The giants in the CPG industry, of course understand this -- which is why they tend to be most active acquirers of the very startups disrupting their space (AB InBev, Unilever and Post in particular). They know that existing revenue models can be hard to change, and that the subscription model, which is predicated on very low customer churn levels, doesn’t work for all products. These companies realize that the only way to change their organizations while growing the top line at the same time is to invest in innovation. And for many, the quickest path to innovation is to acquire CPG startups and the fresh talent that comes with them.

Direct-to-consumer isn’t transforming just CPG, but every market in which  physical goods are sold, from cars (Tesla) to mattresses (Casper) to smartphones (Xiaomi). This is partly due to the benefits mentioned above, and also due to the new kinds of business that are emerging, such as pre-commerce and participatory commerce.
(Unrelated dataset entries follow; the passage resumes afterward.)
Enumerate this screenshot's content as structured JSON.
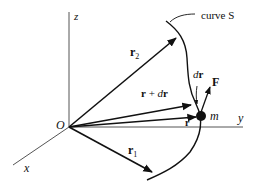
{
  "diagram": {
    "title": "",
    "axes": {
      "x": {
        "label": "x"
      },
      "y": {
        "label": "y"
      },
      "z": {
        "label": "z"
      }
    },
    "origin": {
      "label": "O"
    },
    "curve": {
      "label": "curve S"
    },
    "mass": {
      "label": "m"
    },
    "vectors": {
      "r2": {
        "label_main": "r",
        "label_sub": "2"
      },
      "r_plus_dr": {
        "label": "r + dr",
        "label_r": "r",
        "label_plus": " + ",
        "label_d": "d",
        "label_r2": "r"
      },
      "r": {
        "label": "r"
      },
      "r1": {
        "label_main": "r",
        "label_sub": "1"
      },
      "dr": {
        "label_d": "d",
        "label_r": "r"
      },
      "F_upper": {
        "label": "F"
      },
      "F_lower": {
        "label": "F"
      }
    },
    "colors": {
      "ink": "#111111",
      "axis": "#555555",
      "background": "#ffffff"
    }
  }
}
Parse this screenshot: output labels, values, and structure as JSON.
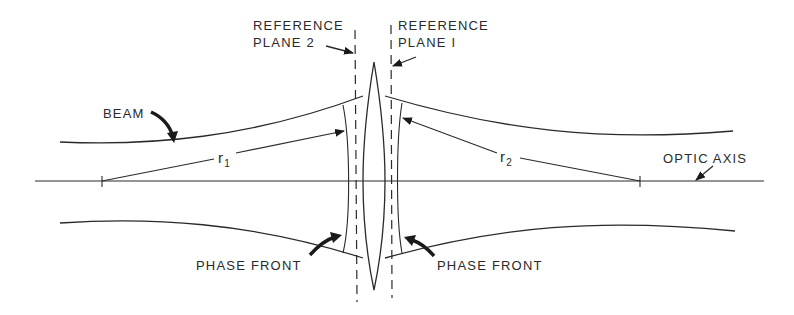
{
  "diagram": {
    "labels": {
      "reference_plane_2": [
        "REFERENCE",
        "PLANE 2"
      ],
      "reference_plane_1": [
        "REFERENCE",
        "PLANE I"
      ],
      "beam": "BEAM",
      "optic_axis": "OPTIC AXIS",
      "phase_front_left": "PHASE FRONT",
      "phase_front_right": "PHASE FRONT",
      "r1": {
        "main": "r",
        "sub": "1"
      },
      "r2": {
        "main": "r",
        "sub": "2"
      }
    },
    "colors": {
      "line": "#2a2a2a",
      "background": "#ffffff"
    }
  }
}
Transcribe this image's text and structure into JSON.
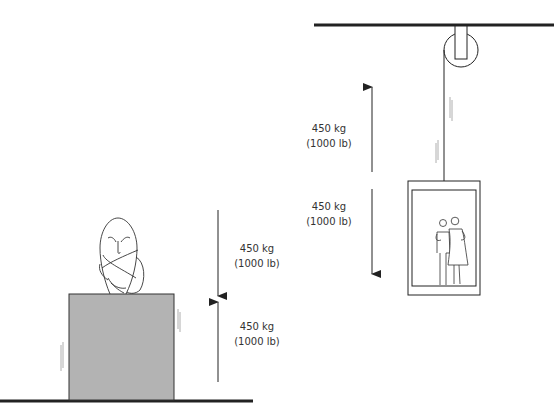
{
  "diagram": {
    "left_scene": {
      "description": "Statue bust resting on a grey crate on the floor",
      "force_down": {
        "mass": "450 kg",
        "weight": "(1000 lb)"
      },
      "force_up": {
        "mass": "450 kg",
        "weight": "(1000 lb)"
      }
    },
    "right_scene": {
      "description": "Elevator car with two people hanging from a pulley on the ceiling",
      "force_up": {
        "mass": "450 kg",
        "weight": "(1000 lb)"
      },
      "force_down": {
        "mass": "450 kg",
        "weight": "(1000 lb)"
      }
    },
    "colors": {
      "line": "#222222",
      "crate_fill": "#b3b3b3",
      "text": "#333333",
      "background": "#ffffff"
    }
  }
}
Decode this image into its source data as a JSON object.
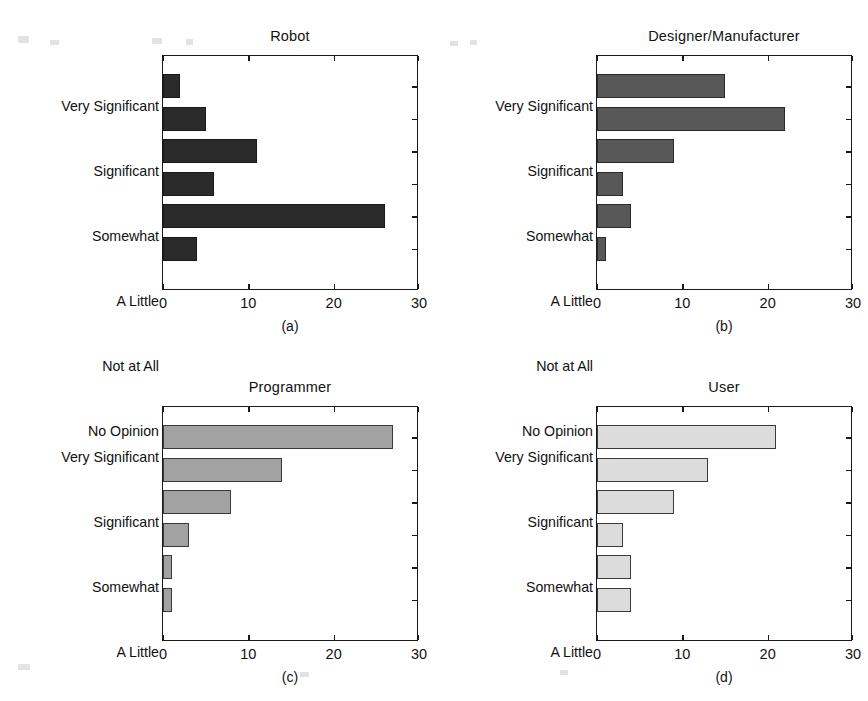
{
  "figure": {
    "background": "#ffffff",
    "width": 868,
    "height": 701
  },
  "chart_data": [
    {
      "type": "bar",
      "orientation": "horizontal",
      "panel": "a",
      "title": "Robot",
      "caption": "(a)",
      "categories": [
        "Very Significant",
        "Significant",
        "Somewhat",
        "A Little",
        "Not at All",
        "No Opinion"
      ],
      "values": [
        2,
        5,
        11,
        6,
        26,
        4
      ],
      "xlabel": "",
      "ylabel": "",
      "xlim": [
        0,
        30
      ],
      "xticks": [
        0,
        10,
        20,
        30
      ],
      "xticklabels": [
        "0",
        "10",
        "20",
        "30"
      ],
      "grid": false,
      "legend": "none",
      "bar_fill": "#2b2b2b",
      "bar_stroke": "#1a1a1a"
    },
    {
      "type": "bar",
      "orientation": "horizontal",
      "panel": "b",
      "title": "Designer/Manufacturer",
      "caption": "(b)",
      "categories": [
        "Very Significant",
        "Significant",
        "Somewhat",
        "A Little",
        "Not at All",
        "No Opinion"
      ],
      "values": [
        15,
        22,
        9,
        3,
        4,
        1
      ],
      "xlabel": "",
      "ylabel": "",
      "xlim": [
        0,
        30
      ],
      "xticks": [
        0,
        10,
        20,
        30
      ],
      "xticklabels": [
        "0",
        "10",
        "20",
        "30"
      ],
      "grid": false,
      "legend": "none",
      "bar_fill": "#585858",
      "bar_stroke": "#2a2a2a"
    },
    {
      "type": "bar",
      "orientation": "horizontal",
      "panel": "c",
      "title": "Programmer",
      "caption": "(c)",
      "categories": [
        "Very Significant",
        "Significant",
        "Somewhat",
        "A Little",
        "Not at All",
        "No Opinion"
      ],
      "values": [
        27,
        14,
        8,
        3,
        1,
        1
      ],
      "xlabel": "",
      "ylabel": "",
      "xlim": [
        0,
        30
      ],
      "xticks": [
        0,
        10,
        20,
        30
      ],
      "xticklabels": [
        "0",
        "10",
        "20",
        "30"
      ],
      "grid": false,
      "legend": "none",
      "bar_fill": "#a2a2a2",
      "bar_stroke": "#3a3a3a"
    },
    {
      "type": "bar",
      "orientation": "horizontal",
      "panel": "d",
      "title": "User",
      "caption": "(d)",
      "categories": [
        "Very Significant",
        "Significant",
        "Somewhat",
        "A Little",
        "Not at All",
        "No Opinion"
      ],
      "values": [
        21,
        13,
        9,
        3,
        4,
        4
      ],
      "xlabel": "",
      "ylabel": "",
      "xlim": [
        0,
        30
      ],
      "xticks": [
        0,
        10,
        20,
        30
      ],
      "xticklabels": [
        "0",
        "10",
        "20",
        "30"
      ],
      "grid": false,
      "legend": "none",
      "bar_fill": "#dcdcdc",
      "bar_stroke": "#3a3a3a"
    }
  ]
}
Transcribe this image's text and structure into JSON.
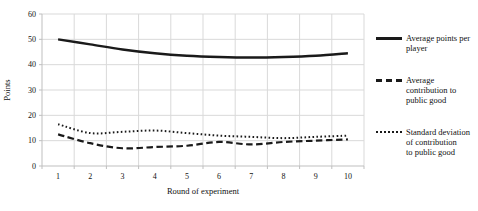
{
  "chart_data": {
    "type": "line",
    "title": "",
    "xlabel": "Round of experiment",
    "ylabel": "Points",
    "categories": [
      "1",
      "2",
      "3",
      "4",
      "5",
      "6",
      "7",
      "8",
      "9",
      "10"
    ],
    "ylim": [
      0,
      60
    ],
    "yticks": [
      0,
      10,
      20,
      30,
      40,
      50,
      60
    ],
    "grid": true,
    "legend_position": "right",
    "series": [
      {
        "name": "Average points per player",
        "legend_lines": [
          "Average points per",
          "player"
        ],
        "style": "solid",
        "values": [
          50,
          48,
          46,
          44.5,
          43.5,
          43,
          42.8,
          43,
          43.5,
          44.5
        ]
      },
      {
        "name": "Average contribution to public good",
        "legend_lines": [
          "Average",
          "contribution to",
          "public good"
        ],
        "style": "dashed",
        "values": [
          12.5,
          9,
          7,
          7.5,
          8,
          9.5,
          8.5,
          9.5,
          10,
          10.5
        ]
      },
      {
        "name": "Standard deviation of contribution to public good",
        "legend_lines": [
          "Standard deviation",
          "of contribution",
          "to public good"
        ],
        "style": "dotted",
        "values": [
          16.5,
          13,
          13.5,
          14,
          13,
          12,
          11.5,
          11,
          11.5,
          12
        ]
      }
    ],
    "colors": {
      "line": "#1a1a1a",
      "grid": "#d9d9d9",
      "axis": "#bfbfbf",
      "text": "#111111"
    }
  }
}
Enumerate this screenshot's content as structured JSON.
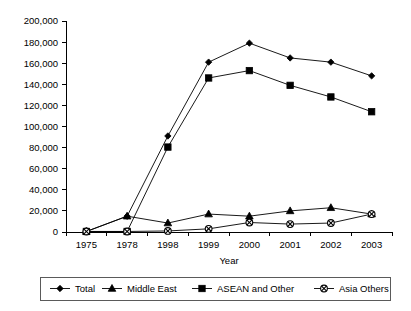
{
  "chart_data": {
    "type": "line",
    "title": "",
    "xlabel": "Year",
    "ylabel": "",
    "categories": [
      "1975",
      "1978",
      "1998",
      "1999",
      "2000",
      "2001",
      "2002",
      "2003"
    ],
    "ylim": [
      0,
      200000
    ],
    "ytick_step": 20000,
    "yticks": [
      0,
      20000,
      40000,
      60000,
      80000,
      100000,
      120000,
      140000,
      160000,
      180000,
      200000
    ],
    "ytick_labels": [
      "0",
      "20,000",
      "40,000",
      "60,000",
      "80,000",
      "100,000",
      "120,000",
      "140,000",
      "160,000",
      "180,000",
      "200,000"
    ],
    "grid": false,
    "legend_position": "bottom",
    "series": [
      {
        "name": "Total",
        "marker": "diamond",
        "values": [
          500,
          15000,
          91000,
          161000,
          179000,
          165000,
          161000,
          148000
        ]
      },
      {
        "name": "Middle East",
        "marker": "triangle",
        "values": [
          500,
          15000,
          8500,
          17000,
          15000,
          20000,
          23000,
          17000
        ]
      },
      {
        "name": "ASEAN and Other",
        "marker": "square",
        "values": [
          500,
          500,
          80500,
          146000,
          153000,
          139000,
          128000,
          114000
        ]
      },
      {
        "name": "Asia Others",
        "marker": "circle-x",
        "values": [
          500,
          500,
          1000,
          3000,
          9000,
          7500,
          8500,
          17000
        ]
      }
    ]
  },
  "legend": {
    "items": [
      {
        "label": "Total",
        "marker": "diamond"
      },
      {
        "label": "Middle East",
        "marker": "triangle"
      },
      {
        "label": "ASEAN and Other",
        "marker": "square"
      },
      {
        "label": "Asia Others",
        "marker": "circle-x"
      }
    ]
  },
  "colors": {
    "line": "#000000",
    "marker": "#000000",
    "axis": "#000000",
    "legend_border": "#5a5a5a",
    "background": "#ffffff"
  }
}
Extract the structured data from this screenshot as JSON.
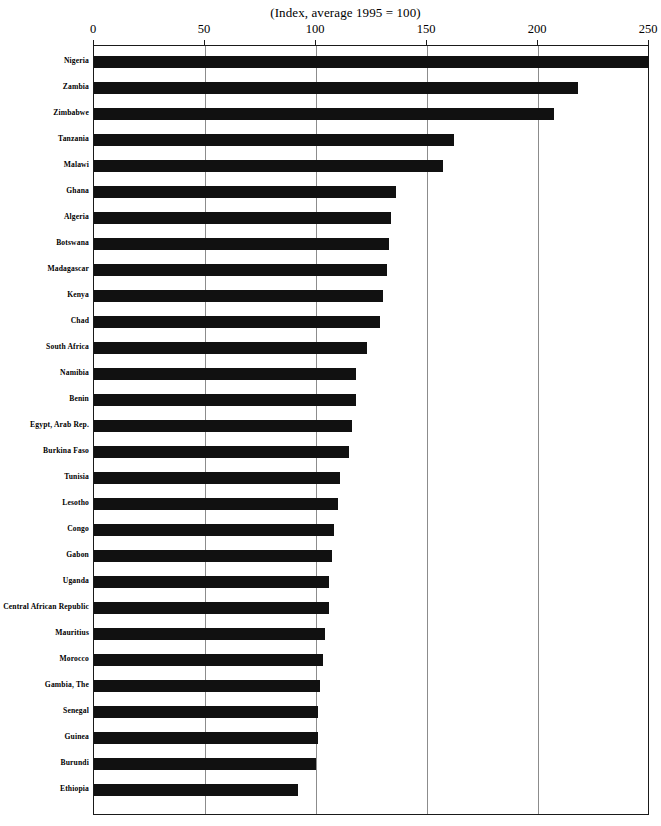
{
  "chart_data": {
    "type": "bar",
    "orientation": "horizontal",
    "title": "(Index, average 1995 = 100)",
    "subtitle": "",
    "xlabel": "",
    "ylabel": "",
    "xlim": [
      0,
      250
    ],
    "xticks": [
      0,
      50,
      100,
      150,
      200,
      250
    ],
    "xtick_labels": [
      "0",
      "50",
      "100",
      "150",
      "200",
      "250"
    ],
    "grid": true,
    "grid_axis": "x",
    "legend": false,
    "legend_position": "none",
    "bar_color": "#111111",
    "categories": [
      "Nigeria",
      "Zambia",
      "Zimbabwe",
      "Tanzania",
      "Malawi",
      "Ghana",
      "Algeria",
      "Botswana",
      "Madagascar",
      "Kenya",
      "Chad",
      "South Africa",
      "Namibia",
      "Benin",
      "Egypt, Arab Rep.",
      "Burkina Faso",
      "Tunisia",
      "Lesotho",
      "Congo",
      "Gabon",
      "Uganda",
      "Central African Republic",
      "Mauritius",
      "Morocco",
      "Gambia, The",
      "Senegal",
      "Guinea",
      "Burundi",
      "Ethiopia"
    ],
    "values": [
      250,
      218,
      207,
      162,
      157,
      136,
      134,
      133,
      132,
      130,
      129,
      123,
      118,
      118,
      116,
      115,
      111,
      110,
      108,
      107,
      106,
      106,
      104,
      103,
      102,
      101,
      101,
      100,
      92
    ]
  }
}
Pre-commerce means selling your product before you actually build it. This is particularly useful in manufacturing sectors with high marginal costs and a low appetite for unnecessary risk, like auto. The most famous example of this is Tesla, which earlier this year marketed its Model 3 on a pre-commerce model.

Instead of actually building thousands of the cars, buying lots of TV air time to announce their availability, and then hoping people would show up to buy them, Tesla got nearly 400,000 people to agree to put down a deposit now for a car they’d receive in 18 months. This allowed Tesla to precisely gauge demand (thereby de-risking the manufacturing process), as well as create a sense of FOMO among consumers, since it wasn’t clear how long the pre-sale would go on.

Pre-commerce flows nicely into participatory commerce, which is when a brand gives consumers a direct say in which products and features to prioritize. The Chinese smartphone giant Xiaomi does this exceptionally well through its user forums, where customers post 400,000 pieces of feedback each day, from bug reports to feature recommendations. This feedback directly informs later product releases.

Over the coming years, as more brands adopt direct-to-consumer models, the downside will be felt most acutely within traditional media, particularly TV. For decades the default choice of nearly every CPG and auto brand, non-addressable traditional media is just not going to cut it anymore in an age of direct relationships, social discovery, and massive consumer choice.